There is this moronic denial about the nature of climate science--as if researchers are working in a controlled laboratory. Many deniers of this science have no background in science and therefore can't understand the entire range of studies associate with climate and the environment.
One error in one specific area does not debunk decades of research, peer review, and consensus in many related fields.
It's almost embarrassing that with all the information we have on global warming and climate change, that a group like FactCheck.org still has to do articles like this to answer the partisan deniers.
In our article on Climategate, we cited overwhelming scientific consensus — represented in part by the report of the Intergovernmental Panel on Climate Change — pointing to a global rise in temperatures.

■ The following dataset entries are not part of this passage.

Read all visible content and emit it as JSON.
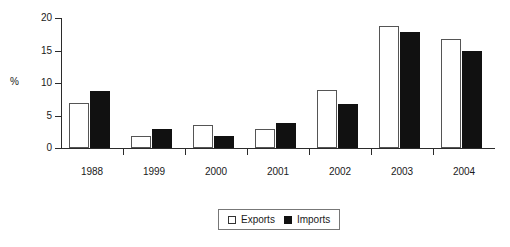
{
  "chart_data": {
    "type": "bar",
    "title": "",
    "subtitle": "",
    "xlabel": "",
    "ylabel": "%",
    "ylim": [
      0,
      20
    ],
    "yticks": [
      0,
      5,
      10,
      15,
      20
    ],
    "ytick_labels": [
      "0",
      "5",
      "10",
      "15",
      "20"
    ],
    "grid": false,
    "legend_position": "bottom-center",
    "categories": [
      "1988",
      "1999",
      "2000",
      "2001",
      "2002",
      "2003",
      "2004"
    ],
    "series": [
      {
        "name": "Exports",
        "color": "#ffffff",
        "edge_color": "#555555",
        "values": [
          7.0,
          1.9,
          3.6,
          3.0,
          8.9,
          18.8,
          16.7
        ]
      },
      {
        "name": "Imports",
        "color": "#111111",
        "edge_color": "#111111",
        "values": [
          8.8,
          2.9,
          1.9,
          3.9,
          6.8,
          17.9,
          14.9
        ]
      }
    ]
  },
  "legend": {
    "entries": [
      {
        "label": "Exports",
        "swatch": "white-square-icon"
      },
      {
        "label": "Imports",
        "swatch": "black-square-icon"
      }
    ]
  }
}
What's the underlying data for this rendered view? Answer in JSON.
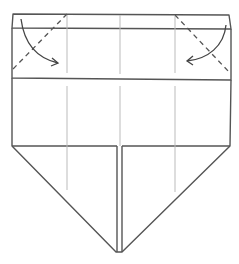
{
  "diagram": {
    "fold_instructions": [
      {
        "side": "left",
        "fold": "valley-fold",
        "direction": "top-left corner down and inward",
        "icon": "curved-arrow-right"
      },
      {
        "side": "right",
        "fold": "valley-fold",
        "direction": "top-right corner down and inward",
        "icon": "curved-arrow-left"
      }
    ],
    "line_styles": {
      "edge": "solid",
      "crease": "thin light",
      "valley_fold": "dashed"
    },
    "colors": {
      "edge": "#555555",
      "crease": "#bbbbbb",
      "background": "#ffffff"
    }
  }
}
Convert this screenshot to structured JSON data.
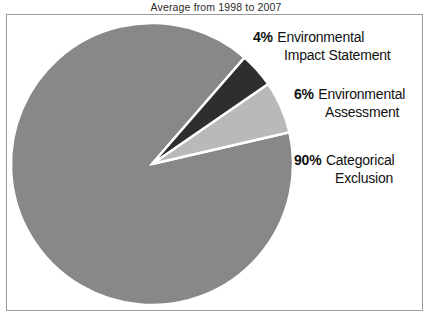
{
  "chart_data": {
    "type": "pie",
    "title": "Average from 1998 to 2007",
    "xlabel": "",
    "ylabel": "",
    "legend_position": "callout-labels-right",
    "grid": false,
    "categories": [
      "Environmental Impact Statement",
      "Environmental Assessment",
      "Categorical Exclusion"
    ],
    "values": [
      4,
      6,
      90
    ],
    "value_unit": "percent",
    "slices": [
      {
        "label_line_1": "Environmental",
        "label_line_2": "Impact Statement",
        "percent_text": "4%",
        "value": 4,
        "color": "#2e2e2e"
      },
      {
        "label_line_1": "Environmental",
        "label_line_2": "Assessment",
        "percent_text": "6%",
        "value": 6,
        "color": "#b9b9b9"
      },
      {
        "label_line_1": "Categorical",
        "label_line_2": "Exclusion",
        "percent_text": "90%",
        "value": 90,
        "color": "#888888"
      }
    ],
    "separator_color": "#ffffff",
    "frame_color": "#9b9b9b",
    "background_color": "#ffffff"
  },
  "chart": {
    "title": "Average from 1998 to 2007"
  },
  "callouts": {
    "eis": {
      "percent": "4%",
      "line_1": "Environmental",
      "line_2": "Impact Statement"
    },
    "ea": {
      "percent": "6%",
      "line_1": "Environmental",
      "line_2": "Assessment"
    },
    "ce": {
      "percent": "90%",
      "line_1": "Categorical",
      "line_2": "Exclusion"
    }
  }
}
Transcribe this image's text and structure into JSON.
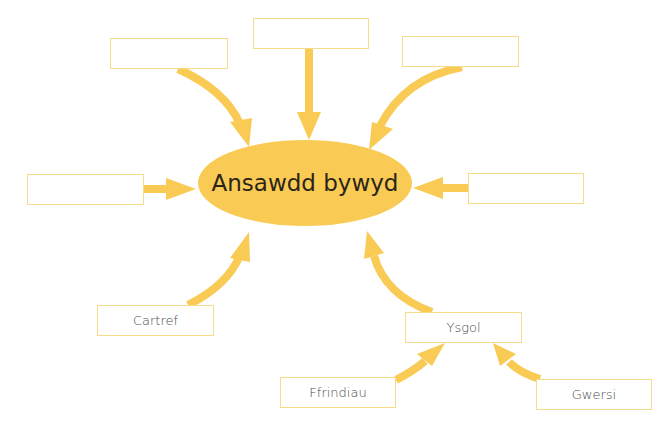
{
  "diagram": {
    "title": "Ansawdd bywyd",
    "accent_color": "#F9CB55",
    "box_border_color": "#F6DC8A",
    "boxes": [
      {
        "id": "top-left",
        "label": "",
        "x": 110,
        "y": 38,
        "w": 118,
        "h": 31
      },
      {
        "id": "top-center",
        "label": "",
        "x": 253,
        "y": 18,
        "w": 116,
        "h": 31
      },
      {
        "id": "top-right",
        "label": "",
        "x": 402,
        "y": 36,
        "w": 117,
        "h": 31
      },
      {
        "id": "left",
        "label": "",
        "x": 27,
        "y": 174,
        "w": 117,
        "h": 31
      },
      {
        "id": "right",
        "label": "",
        "x": 468,
        "y": 173,
        "w": 116,
        "h": 31
      },
      {
        "id": "cartref",
        "label": "Cartref",
        "x": 97,
        "y": 305,
        "w": 117,
        "h": 31
      },
      {
        "id": "ysgol",
        "label": "Ysgol",
        "x": 405,
        "y": 312,
        "w": 117,
        "h": 31
      },
      {
        "id": "ffrindiau",
        "label": "Ffrindiau",
        "x": 280,
        "y": 377,
        "w": 116,
        "h": 31
      },
      {
        "id": "gwersi",
        "label": "Gwersi",
        "x": 536,
        "y": 379,
        "w": 116,
        "h": 31
      }
    ],
    "connections": [
      {
        "from": "top-left",
        "to": "Ansawdd bywyd"
      },
      {
        "from": "top-center",
        "to": "Ansawdd bywyd"
      },
      {
        "from": "top-right",
        "to": "Ansawdd bywyd"
      },
      {
        "from": "left",
        "to": "Ansawdd bywyd"
      },
      {
        "from": "right",
        "to": "Ansawdd bywyd"
      },
      {
        "from": "Cartref",
        "to": "Ansawdd bywyd"
      },
      {
        "from": "Ysgol",
        "to": "Ansawdd bywyd"
      },
      {
        "from": "Ffrindiau",
        "to": "Ysgol"
      },
      {
        "from": "Gwersi",
        "to": "Ysgol"
      }
    ]
  }
}
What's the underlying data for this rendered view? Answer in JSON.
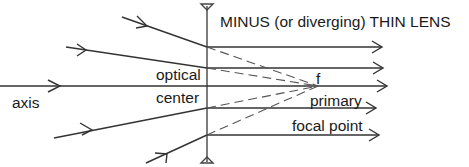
{
  "diagram": {
    "title": "MINUS (or diverging) THIN LENS",
    "labels": {
      "optical": "optical",
      "center": "center",
      "axis": "axis",
      "focal_length": "f",
      "primary": "primary",
      "focal_point": "focal point"
    },
    "lens": {
      "type": "diverging",
      "x": 207,
      "y_top": 5,
      "y_bottom": 162
    },
    "focal_point": {
      "x": 318,
      "y": 86
    },
    "rays": [
      {
        "name": "ray-1",
        "start": [
          122,
          17
        ],
        "lens_hit": [
          207,
          47
        ],
        "end": [
          382,
          47
        ]
      },
      {
        "name": "ray-2",
        "start": [
          66,
          47
        ],
        "lens_hit": [
          207,
          68
        ],
        "end": [
          383,
          68
        ]
      },
      {
        "name": "optical-axis",
        "start": [
          0,
          86
        ],
        "lens_hit": [
          207,
          86
        ],
        "end": [
          387,
          86
        ]
      },
      {
        "name": "ray-4",
        "start": [
          54,
          138
        ],
        "lens_hit": [
          207,
          108
        ],
        "end": [
          376,
          108
        ]
      },
      {
        "name": "ray-5",
        "start": [
          146,
          163
        ],
        "lens_hit": [
          207,
          135
        ],
        "end": [
          379,
          135
        ]
      }
    ],
    "colors": {
      "line": "#333333",
      "dashed": "#555555",
      "text": "#1a1a1a",
      "background": "#ffffff"
    }
  }
}
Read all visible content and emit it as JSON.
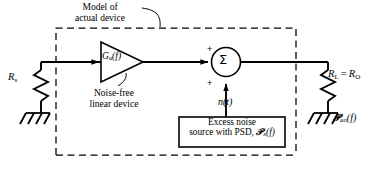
{
  "diagram": {
    "type": "circuit-block-diagram",
    "title_annotation": {
      "line1": "Model of",
      "line2": "actual device"
    },
    "labels": {
      "source_resistor": {
        "symbol": "R",
        "subscript": "s",
        "full": "R s"
      },
      "amplifier_gain": {
        "symbol": "G",
        "subscript": "a",
        "arg": "(f)",
        "full": "Ga(f)"
      },
      "amplifier_note": {
        "line1": "Noise-free",
        "line2": "linear device"
      },
      "summer_symbol": "Σ",
      "summer_input_sign_top": "+",
      "summer_input_sign_bottom": "+",
      "noise_signal": "n(t)",
      "load_resistor": {
        "left": "R",
        "left_sub": "L",
        "eq": "=",
        "right": "R",
        "right_sub": "O",
        "full": "R L = R O"
      },
      "output_psd": {
        "symbol": "𝒫",
        "subscript": "ao",
        "arg": "(f)",
        "full": "Pao(f)"
      }
    },
    "noise_source_box": {
      "line1": "Excess noise",
      "line2_prefix": "source with PSD, ",
      "line2_symbol": "𝒫",
      "line2_subscript": "x",
      "line2_arg": "(f)",
      "full": "Excess noise source with PSD, Px(f)"
    },
    "colors": {
      "ink": "#000000",
      "background": "#ffffff"
    },
    "geometry": {
      "canvas_width": 374,
      "canvas_height": 174,
      "dashed_box": {
        "x": 56,
        "y": 28,
        "width": 240,
        "height": 127
      },
      "dashed_box_style": "dashed",
      "signal_line_y": 62
    }
  }
}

But the IPCC’s credibility has been challenged since we wrote that article, with several situations coming to light in which the panel reproduced erroneous results from non-peer-reviewed literature.
This article by FactCheck.org specifically answers recent challenges to IPCC's credibility. Deniers cling to the tiniest discrepancy in data on the smallest aspect of climate science... Scientists doing research in a related field, are not even allowed to update or correct his work without the likes of Jim Inhofe jumping all over it with like a vindictive partisan hack.
There is this moronic denial about the nature of climate science--as if researchers are working in a controlled laboratory. Many deniers of this science have no background in science and therefore can't understand the entire range of studies associate with climate and the environment.
One error in one specific area does not debunk decades of research, peer review, and consensus in many related fields.
Himalayan Glaciers: The IPCC’s 2007 Working Group II report misrepresented the melt rate of the Himalayan glaciers, saying they could be gone by 2035. The IPCC has admitted this alarming claim is untrue.
A letter in the journal Science traced the incorrect data to a report from the advocacy group World Wildlife Fund that cited a decade-old article from the magazine New Scientist, which had quoted Indian scientist Syed Hasnain. The scientist now says he was "misquoted" and that his research indicates that only small glaciers could disappear entirely.
Despite this retraction, the IPCC says that it still stands behind the synthesis report, which collects the conclusions of three different working groups, and which does not repeat the 2035 error. Working Group II’s subject is the potential effects of climate change on the natural and human environment. The physical basis for climate change is covered by Working Group I — no errors have been uncovered in that report.